One reason a 308 is so highly regarded for long range work is that its light recoil makes it easy to practice enough to become a good shot way out there. And practice you must to hit past 300m, much less at the kind of ranges you mentioned.

I would also brush up on tracking, since your 30-30 analogy is so accurate. Few consider it a 200m deer gun, and most would expect a long tracking job on a deer shot at that range with one. Perhaps the biggest problem is simply finding where the deer was standing when the bullet struck. A third of a mile is a long way in the field, and things look different there than they do from your firing point. In such a case, I would mark my firing point by hanging a marker such as an extra orange vest in a tree. (A flag made of surveyor's take will be too small to see at that distance.) Shoot an azimuth to the game's last known location. Walk downrange, shoot a back azimuth to the marker and use your rangefinder to position yourself along that azimuth. Then you can start looking for spoor.

I used a 308 a fair amount in the military and made some interesting groups with it at the ranges you talk about. One reason I could do this is that our doctrine called for two-man sniper teams, with the less-experienced man on the rifle. The seasoned guy ran the spotting scope, read the wind and told the shooter where to hold. Among guys who knew the deal, any glory that acompanied a long shot went to the spotter first, the team second and the shooter last.

So the best advice I can give you, aside from dropping this project altogether, is learn to read the wind. There are mechanical ways to deal with trajectory but reading wind is still an art.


A single number is expected: the count of lines in the records below that contain "Apply".

→ **DATA EXTRACT**
+ + + + +

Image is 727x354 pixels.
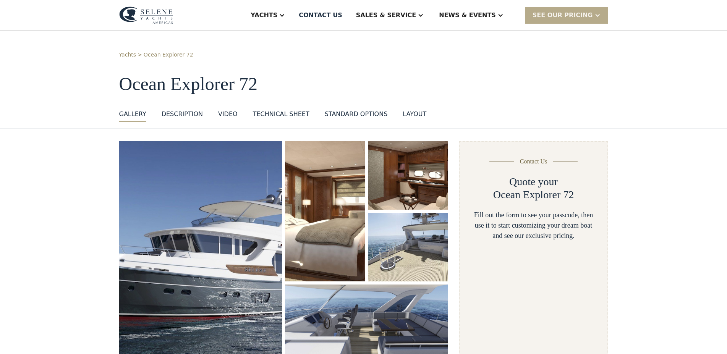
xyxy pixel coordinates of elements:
[368,213,448,281] a: open lightbox
[250,11,277,20] div: Yachts
[218,110,237,122] a: VIDEO
[161,110,203,122] a: DESCRIPTION
[525,7,608,23] div: SEE Our Pricing
[119,6,173,24] img: logo
[137,51,142,59] div: >
[325,110,388,119] div: standard options
[493,188,573,201] h2: Ocean Explorer 72
[119,110,146,119] div: GALLERY
[356,11,416,20] div: Sales & Service
[402,110,426,122] a: layout
[119,110,146,122] a: GALLERY
[299,11,342,20] div: Contact US
[471,210,594,241] div: Fill out the form to see your passcode, then use it to start customizing your dream boat and see ...
[402,110,426,119] div: layout
[119,74,608,94] h1: Ocean Explorer 72
[161,110,203,119] div: DESCRIPTION
[520,157,547,166] div: Contact Us
[253,110,309,122] a: Technical sheet
[325,110,388,122] a: standard options
[509,175,557,188] h2: Quote your
[218,110,237,119] div: VIDEO
[144,51,193,59] a: Ocean Explorer 72
[253,110,309,119] div: Technical sheet
[368,141,448,210] a: open lightbox
[285,141,365,281] a: open lightbox
[439,11,496,20] div: News & EVENTS
[119,51,136,59] a: Yachts
[532,11,593,20] div: SEE Our Pricing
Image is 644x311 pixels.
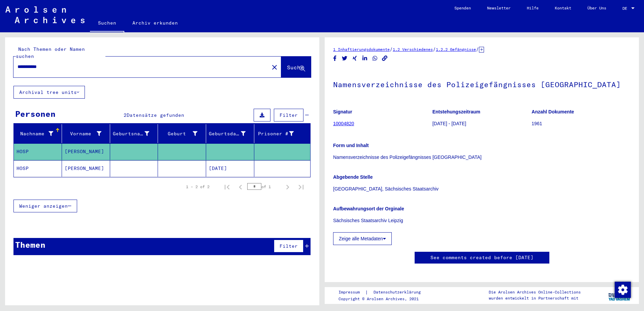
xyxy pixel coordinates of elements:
button: Share on Facebook [332,54,339,63]
button: Weniger anzeigen [14,199,77,213]
div: 1 – 2 of 2 [186,184,209,190]
mat-cell: [PERSON_NAME] [62,160,110,177]
mat-cell: [PERSON_NAME] [62,144,110,160]
a: 1 Inhaftierungsdokumente [333,47,389,52]
a: Impressum [339,289,365,296]
mat-cell: [DATE] [206,160,254,177]
button: Copy link [381,54,388,63]
mat-header-cell: Geburtsname [110,124,158,143]
p: wurden entwickelt in Partnerschaft mit [489,295,581,301]
div: Geburtsdatum [209,128,254,139]
button: Share on Xing [351,54,358,63]
span: Datensätze gefunden [127,112,184,118]
span: Weniger anzeigen [19,203,68,209]
mat-cell: HOSP [14,160,62,177]
div: Geburt‏ [161,130,197,137]
a: Suchen [90,15,124,32]
p: Namensverzeichnisse des Polizeigefängnisses [GEOGRAPHIC_DATA] [333,154,630,161]
b: Aufbewahrungsort der Orginale [333,206,404,212]
span: Filter [279,112,298,118]
p: [GEOGRAPHIC_DATA], Sächsisches Staatsarchiv [333,185,630,192]
span: / [389,46,393,52]
b: Abgebende Stelle [333,174,372,180]
div: Vorname [65,128,110,139]
div: Themen [15,239,45,251]
div: Geburt‏ [161,128,206,139]
span: / [433,46,436,52]
button: Next page [281,180,294,193]
p: Copyright © Arolsen Archives, 2021 [339,296,428,302]
div: Zustimmung ändern [614,281,630,298]
button: Suche [281,57,311,77]
div: Prisoner # [257,130,293,137]
div: Personen [15,108,56,120]
mat-header-cell: Nachname [14,124,62,143]
b: Form und Inhalt [333,143,369,148]
div: | [339,289,428,296]
img: yv_logo.png [607,287,632,304]
button: Zeige alle Metadaten [333,232,392,245]
mat-label: Nach Themen oder Namen suchen [16,46,85,59]
mat-cell: HOSP [14,144,62,160]
mat-icon: close [270,63,278,71]
b: Anzahl Dokumente [531,109,574,115]
h1: Namensverzeichnisse des Polizeigefängnisses [GEOGRAPHIC_DATA] [333,69,630,98]
button: Last page [294,180,308,193]
img: Zustimmung ändern [614,282,630,298]
button: Share on WhatsApp [371,54,378,63]
mat-header-cell: Prisoner # [254,124,310,143]
a: Archiv erkunden [124,15,186,31]
p: Sächsisches Staatsarchiv Leipzig [333,217,630,224]
a: See comments created before [DATE] [431,254,533,261]
mat-header-cell: Geburt‏ [158,124,206,143]
button: First page [220,180,234,193]
div: Nachname [17,130,53,137]
button: Previous page [234,180,247,193]
b: Signatur [333,109,352,115]
button: Share on LinkedIn [361,54,368,63]
div: of 1 [247,183,281,190]
span: Filter [279,243,298,249]
img: Arolsen_neg.svg [6,7,84,23]
span: / [476,46,479,52]
mat-header-cell: Geburtsdatum [206,124,254,143]
mat-header-cell: Vorname [62,124,110,143]
a: Datenschutzerklärung [368,289,428,296]
button: Clear [268,60,281,74]
div: Geburtsdatum [209,130,246,137]
div: Geburtsname [113,130,150,137]
div: Nachname [17,128,62,139]
a: 1.2.2 Gefängnisse [436,47,476,52]
div: Vorname [65,130,101,137]
b: Entstehungszeitraum [433,109,480,115]
div: Prisoner # [257,128,302,139]
div: Geburtsname [113,128,158,139]
span: Suche [287,64,304,71]
button: Share on Twitter [341,54,348,63]
button: Archival tree units [14,86,85,98]
span: DE [622,6,629,11]
span: 2 [124,112,127,118]
p: [DATE] - [DATE] [433,120,531,127]
button: Filter [274,240,303,253]
a: 10004820 [333,121,354,126]
p: Die Arolsen Archives Online-Collections [489,289,581,295]
button: Filter [274,109,303,122]
p: 1961 [531,120,630,127]
a: 1.2 Verschiedenes [393,47,433,52]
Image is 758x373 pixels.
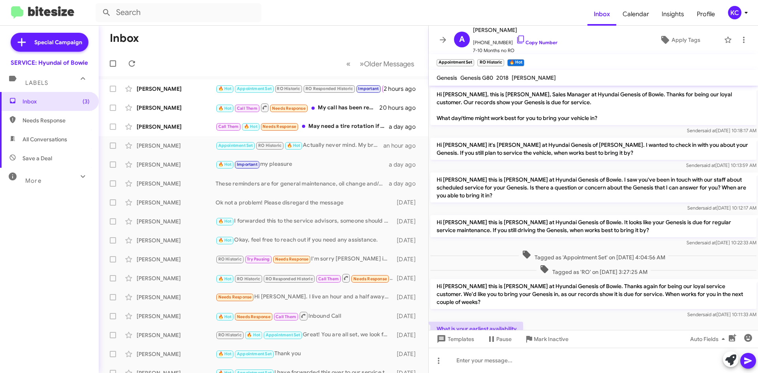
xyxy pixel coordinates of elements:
[247,257,270,262] span: Try Pausing
[496,332,512,346] span: Pause
[507,59,524,66] small: 🔥 Hot
[691,3,722,26] a: Profile
[318,276,339,282] span: Call Them
[393,237,422,244] div: [DATE]
[534,332,569,346] span: Mark Inactive
[393,274,422,282] div: [DATE]
[384,85,422,93] div: 2 hours ago
[703,312,717,318] span: said at
[537,265,651,276] span: Tagged as 'RO' on [DATE] 3:27:25 AM
[137,199,216,207] div: [PERSON_NAME]
[353,276,387,282] span: Needs Response
[393,199,422,207] div: [DATE]
[342,56,355,72] button: Previous
[218,106,232,111] span: 🔥 Hot
[393,293,422,301] div: [DATE]
[393,218,422,225] div: [DATE]
[656,3,691,26] a: Insights
[216,199,393,207] div: Ok not a problem! Please disregard the message
[137,180,216,188] div: [PERSON_NAME]
[519,250,669,261] span: Tagged as 'Appointment Set' on [DATE] 4:04:56 AM
[216,273,393,283] div: Inbound Call
[237,351,272,357] span: Appointment Set
[237,162,257,167] span: Important
[639,33,720,47] button: Apply Tags
[277,86,300,91] span: RO Historic
[355,56,419,72] button: Next
[83,98,90,105] span: (3)
[687,240,757,246] span: Sender [DATE] 10:22:33 AM
[218,314,232,319] span: 🔥 Hot
[684,332,735,346] button: Auto Fields
[218,124,239,129] span: Call Them
[393,331,422,339] div: [DATE]
[346,59,351,69] span: «
[137,312,216,320] div: [PERSON_NAME]
[137,256,216,263] div: [PERSON_NAME]
[516,39,558,45] a: Copy Number
[688,312,757,318] span: Sender [DATE] 10:11:33 AM
[218,276,232,282] span: 🔥 Hot
[218,162,232,167] span: 🔥 Hot
[364,60,414,68] span: Older Messages
[473,47,558,54] span: 7-10 Months no RO
[393,312,422,320] div: [DATE]
[287,143,301,148] span: 🔥 Hot
[216,122,389,131] div: May need a tire rotation if it is time. Also would like to inquire about the Paint Protection I p...
[702,240,716,246] span: said at
[137,104,216,112] div: [PERSON_NAME]
[25,79,48,86] span: Labels
[672,33,701,47] span: Apply Tags
[258,143,282,148] span: RO Historic
[275,257,309,262] span: Needs Response
[263,124,296,129] span: Needs Response
[137,350,216,358] div: [PERSON_NAME]
[380,104,422,112] div: 20 hours ago
[687,128,757,133] span: Sender [DATE] 10:18:17 AM
[496,74,509,81] span: 2018
[137,293,216,301] div: [PERSON_NAME]
[703,128,716,133] span: said at
[686,162,757,168] span: Sender [DATE] 10:13:59 AM
[237,86,272,91] span: Appointment Set
[244,124,257,129] span: 🔥 Hot
[218,219,232,224] span: 🔥 Hot
[437,59,474,66] small: Appointment Set
[137,123,216,131] div: [PERSON_NAME]
[96,3,261,22] input: Search
[216,349,393,359] div: Thank you
[218,295,252,300] span: Needs Response
[430,279,757,309] p: Hi [PERSON_NAME] this is [PERSON_NAME] at Hyundai Genesis of Bowie. Thanks again for being our lo...
[237,106,257,111] span: Call Them
[216,141,383,150] div: Actually never mind. My brother said he will take care of it for me
[460,74,493,81] span: Genesis G80
[728,6,742,19] div: KC
[358,86,379,91] span: Important
[237,314,271,319] span: Needs Response
[430,215,757,237] p: Hi [PERSON_NAME] this is [PERSON_NAME] at Hyundai Genesis of Bowie. It looks like your Genesis is...
[137,85,216,93] div: [PERSON_NAME]
[216,255,393,264] div: I'm sorry [PERSON_NAME] is my advisor and I am not due for an oil change until next month.
[389,161,422,169] div: a day ago
[110,32,139,45] h1: Inbox
[216,160,389,169] div: my pleasure
[389,123,422,131] div: a day ago
[383,142,422,150] div: an hour ago
[216,84,384,93] div: [PERSON_NAME], I wanted to let you know I am not happy at all with my service [DATE]. As of this ...
[477,59,504,66] small: RO Historic
[393,350,422,358] div: [DATE]
[216,217,393,226] div: I forwarded this to the service advisors, someone should be reaching out
[459,33,465,46] span: A
[137,274,216,282] div: [PERSON_NAME]
[473,35,558,47] span: [PHONE_NUMBER]
[137,218,216,225] div: [PERSON_NAME]
[237,276,260,282] span: RO Historic
[429,332,481,346] button: Templates
[266,333,301,338] span: Appointment Set
[430,173,757,203] p: Hi [PERSON_NAME] this is [PERSON_NAME] at Hyundai Genesis of Bowie. I saw you've been in touch wi...
[218,257,242,262] span: RO Historic
[702,162,716,168] span: said at
[216,311,393,321] div: Inbound Call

+ + + + +

→ **ANSWER**
2